US-Taliban Agreement Portends Several Challenges For India
By Kanwal Sibal
MAR 05, 2020
The US-Taliban agreement is lopsided, explained by the tight timetable for President Donald Trump to deliver on his campaign promise to bring the US troops back home before the presidential election in November.
There is a glaring gap between the claim that the peace process in Afghanistan should be Afghan-owned and Afghan-led, repeated in the joint India-US statement during Trump’s visit, and direct negotiations between the US and the Taliban culminating in an agreement.
By this separate agreement with the Islamic Emirate of Afghanistan (IEA), as demanded adamantly by the Taliban, the US has accorded the latter a status equal to the legitimate Afghan government, even if the US pro forma notes in the agreement that it does not recognise the IEA.
The US has agreed to withdraw all troops in 14 months, including “non-diplomatic civilian personnel, private security contractors, trainers, advisors, and supporting services personnel ”, another key Taliban demand.
This means no bases, no residual forces left to prevent a full Taliban takeover. The joint declaration between the US and the Afghan government of February 29, 2020, says that the US will seek funds on a yearly basis that support the training, equipping, advising and sustaining of Afghan security forces, but once the US withdraws, Afghanistan will lose its strategic value for America and the commitment to maintain this financial support, especially if intra-Afghan talks succeed and the Taliban are in the government, will make little sense.
The Taliban, according to the agreement, “will not allow any of its members, other individuals or groups, including Al Qaeda, to use the soil of Afghanistan to threaten the security of the United States and its allies”.
For one, the Taliban do not control the entire “soil of Afghanistan”. Intriguingly, unlike in the joint declaration between the US and the Afghan government, the ISIS-K is not mentioned.
More importantly, groups like the LeT and JeM, which are UN designated terrorist organisations, are not mentioned, which leaves India exposed.
If combating terrorism is a shared responsibility of the international community, as is now accepted in umpteen declarations, why the Taliban has not been asked to forswear all violence outside Afghanistan is unfortunate.
Strengthened India-US counter-terrorism cooperation has pertinence essentially in the Pakistan-Afghanistan context, which the USTaliban agreement overlooks. US sanctions on Taliban leaders are required to be removed in three months (by May 29), which means that even this pressure point on the Taliban in the context of the intra-Afghan talks has been forgone.
On the prisoner release issue, differences have erupted already because whereas the US-Afghanistan joint declaration speaks of the feasibility of releasing significant numbers of prisoners on both sides, the US-Taliban agreement stipulates that 5,000 Taliban prisoners and up to 1,000 prisoners “from the other side” by the Taliban will be released by March 10, which is when the Oslo-based intra-Afghan talks begin.
The Afghan government has declared that no prisoner release will take place before these talks begin, and the Taliban has announced that as per their agreement with the US they will not attack foreign forces but that their “operations will continue against the Kabul administration forces”.
The ceasefire issue has been left undetermined in the US-Taliban agreement, even though it is critically important for bringing peace to Afghanistan and ending violence. This shows the huge pitfalls ahead.
Afghanistan’s future which we cannot control ourselves is most uncertain, and this is problematic for India. What we need is selfconfidence and building capabilities to deal with challenges as they arise.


- _Problem details_
Without the images, write out the entries word for word.
-- Task data follows --
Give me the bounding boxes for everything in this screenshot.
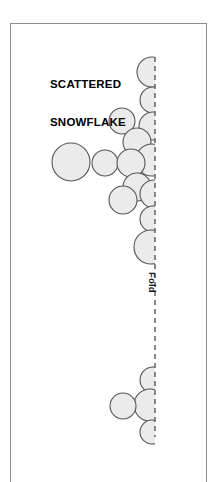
page-canvas: SCATTERED SNOWFLAKE Fold [0,0,218,482]
snowflake-circle [137,57,167,87]
snowflake-circle [134,389,166,421]
page-title-line-2: SNOWFLAKE [50,116,126,129]
page-title: SCATTERED SNOWFLAKE [50,53,126,153]
snowflake-circle [92,150,118,176]
snowflake-circle [140,87,166,113]
snowflake-circle [109,186,137,214]
snowflake-circle [134,230,168,264]
snowflake-circle [140,420,164,444]
snowflake-circle [140,206,166,232]
snowflake-circle [117,149,145,177]
snowflake-circle [140,180,168,208]
fold-label: Fold [147,272,158,293]
snowflake-circle [110,393,136,419]
page-title-line-1: SCATTERED [50,78,126,91]
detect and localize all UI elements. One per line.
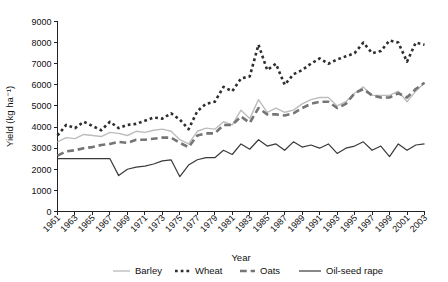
-- Task data concluded --
- _Solved problem_
Give me the bounding boxes for everything in this screenshot.
page-canvas: SCATTERED SNOWFLAKE Fold [0,0,218,482]
snowflake-circle [137,57,167,87]
snowflake-circle [134,389,166,421]
page-title-line-2: SNOWFLAKE [50,116,126,129]
page-title: SCATTERED SNOWFLAKE [50,53,126,153]
snowflake-circle [92,150,118,176]
snowflake-circle [140,87,166,113]
snowflake-circle [109,186,137,214]
snowflake-circle [134,230,168,264]
snowflake-circle [140,420,164,444]
snowflake-circle [140,206,166,232]
snowflake-circle [117,149,145,177]
snowflake-circle [140,180,168,208]
fold-label: Fold [147,272,158,293]
snowflake-circle [110,393,136,419]
page-title-line-1: SCATTERED [50,78,126,91]
detect and localize all UI elements. One per line.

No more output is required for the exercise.